By Eris Leka
The Prime Minister's attacks, the silence of the institutions
On August 28, 2025, Prime Minister Edi Rama publicly targeted Judge Ligoraq Toshi for his decision not to allow the demolition of an unauthorized building with a glass dome that blocked the space between two buildings in Tirana. “It is wrong for a judge to be on the side of an unauthorized building and not on the side of the trapped community,” Rama declared, calling the building a “murderous barricade” in the event of a fire.
The Prime Minister warned that this was not the only case: prosecutor Elsa Gjeli and judges Hazbi Balliu and Klarent Demiri are also in his target, for decisions that he considers "absurd" and harmful to the public interest. Rama promised to refer all these cases to the leading bodies of the judiciary and to include citizens affected by judicial decisions in their appeals.
In any functioning democracy, such a frontal attack on magistrates would provoke an immediate reaction from the institutions of self-government of justice. In Albania, the opposite happened: the KLP and the KLGJ chose silence.
Having Silence as a lifestyle, the High Prosecutorial Council and the High Judicial Council, institutions established by justice reform to guarantee the independence of judges and prosecutors, have been degraded into notary offices of the majority.
Their members enjoy hefty salaries, luxurious cars and offices, per diems and travel, but when it comes to defending politically attacked judges and prosecutors, they remain silent like loyal patrons.
This is no longer just conformity – it is passive cooperation with the capture of justice.
The irony of the reaction: judges against the government, councils in silence
Unlike these silent institutions, the only ones who dared to react are the judges themselves.
• August 23: The Union of Judges denounced the Prime Minister's “anathemization and public trial” of judges.
• August 27: after Rama's next attack, they warned that "derogatory language and pressure on judges undermine the independence of justice."
So, while the magistrates seek protection, the KLP and KLGJ remain silent, leaving them defenseless in the face of political pressure.
Why are they silent?
Because their staffs are appointed based on political loyalty, not merit.
Because instead of being a shield for magistrates, they have become appendages of the executive branch.
Because instead of being the guarantor of independence, they have become the guarantor of silence.
This is the patronage morality: get your salary, enjoy the privileges, and don't you dare disturb the Prime Minister's peace.
If we want an independent judiciary, it is not enough to just change the members of the Councils.
Change must start with their own administrative staff:
• by politically appointed advisors,
• from the secretariats that filter every decision,
• from the bureaucratic apparatus that ensures that everything goes smoothly, without noise, without resistance.
Without cleaning up these structures, the KLP and KLGJ will remain expensive facades that serve as notaries of power, not as defenders of justice.
The KLP and KLGJ cannot claim to defend justice when they do not react in the face of the Prime Minister's public attacks. Their silence is not neutrality – it is a betrayal of the constitutional mission entrusted to them.
Magistrates have the right to ask: what use are these councils to us, except to consume the state budget and remain silent as patrons?
If change does not start from within these institutions, independent justice in Albania will remain simply an empty slogan in political speeches, while the reality will remain the same: magistrates under pressure, institutions in silence, the executive on the offensive.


• **WHAT YOU SHOULD DO**: Check every line of the entries that follow, and copy the ones containing "labels".

• **PROVIDED DATA**:

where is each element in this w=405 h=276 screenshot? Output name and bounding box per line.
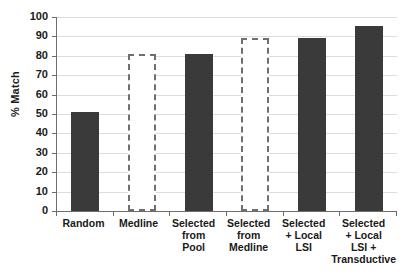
x-tick-label-line: Medline: [221, 241, 276, 253]
y-tick-label: 90: [36, 29, 48, 42]
bar[interactable]: [185, 54, 213, 211]
x-tick-label-line: Random: [56, 217, 111, 229]
y-tick-label: 70: [36, 68, 48, 81]
y-tick-label: 30: [36, 146, 48, 159]
bar-slot: [170, 17, 227, 211]
x-tick-label-line: Transductive: [331, 253, 396, 265]
x-tick-mark: [283, 211, 284, 216]
x-tick-label-line: Selected: [166, 217, 221, 229]
x-tick-mark: [169, 211, 170, 216]
x-axis-tick-labels: RandomMedlineSelectedfromPoolSelectedfro…: [56, 217, 396, 265]
x-tick-label-line: from: [166, 229, 221, 241]
y-tick-label: 10: [36, 185, 48, 198]
x-tick-label-line: Medline: [111, 217, 166, 229]
x-axis-tick-marks: [56, 211, 397, 216]
bar-slot: [227, 17, 284, 211]
x-tick-label-line: LSI: [276, 241, 331, 253]
y-tick-label: 0: [42, 204, 48, 217]
x-tick-label: Selected+ LocalLSI: [276, 217, 331, 265]
bar[interactable]: [128, 54, 156, 211]
x-tick-label: Medline: [111, 217, 166, 265]
bar[interactable]: [355, 26, 383, 211]
y-tick-label: 40: [36, 126, 48, 139]
bar[interactable]: [241, 38, 269, 211]
x-tick-label-line: Selected: [331, 217, 396, 229]
x-tick-mark: [113, 211, 114, 216]
bar-slot: [284, 17, 341, 211]
y-tick-label: 80: [36, 49, 48, 62]
y-tick-label: 100: [30, 10, 48, 23]
x-tick-label: Random: [56, 217, 111, 265]
x-tick-label-line: Pool: [166, 241, 221, 253]
bar-slot: [57, 17, 114, 211]
x-tick-label-line: + Local: [331, 229, 396, 241]
y-tick-label: 50: [36, 107, 48, 120]
y-tick-label: 20: [36, 165, 48, 178]
bar-slot: [340, 17, 397, 211]
bar[interactable]: [71, 112, 99, 211]
y-tick-label: 60: [36, 88, 48, 101]
x-tick-label-line: from: [221, 229, 276, 241]
x-tick-mark: [396, 211, 397, 216]
x-tick-label: SelectedfromPool: [166, 217, 221, 265]
y-axis-tick-labels: 1009080706050403020100: [0, 17, 56, 211]
x-tick-label: SelectedfromMedline: [221, 217, 276, 265]
bar-series: [57, 17, 397, 211]
x-tick-mark: [339, 211, 340, 216]
x-tick-label-line: Selected: [221, 217, 276, 229]
plot-area: [56, 17, 397, 212]
x-tick-label: Selected+ LocalLSI +Transductive: [331, 217, 396, 265]
bar-chart: % Match 1009080706050403020100 RandomMed…: [0, 0, 405, 276]
x-tick-label-line: + Local: [276, 229, 331, 241]
x-tick-mark: [226, 211, 227, 216]
x-tick-label-line: LSI +: [331, 241, 396, 253]
x-tick-label-line: Selected: [276, 217, 331, 229]
x-tick-mark: [56, 211, 57, 216]
bar[interactable]: [298, 38, 326, 211]
bar-slot: [114, 17, 171, 211]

• **WRITTEN REPLY**:
x-axis-tick-labels: RandomMedlineSelectedfromPoolSelectedfro…: [56, 217, 396, 265]
y-axis-tick-labels: 1009080706050403020100: [0, 17, 56, 211]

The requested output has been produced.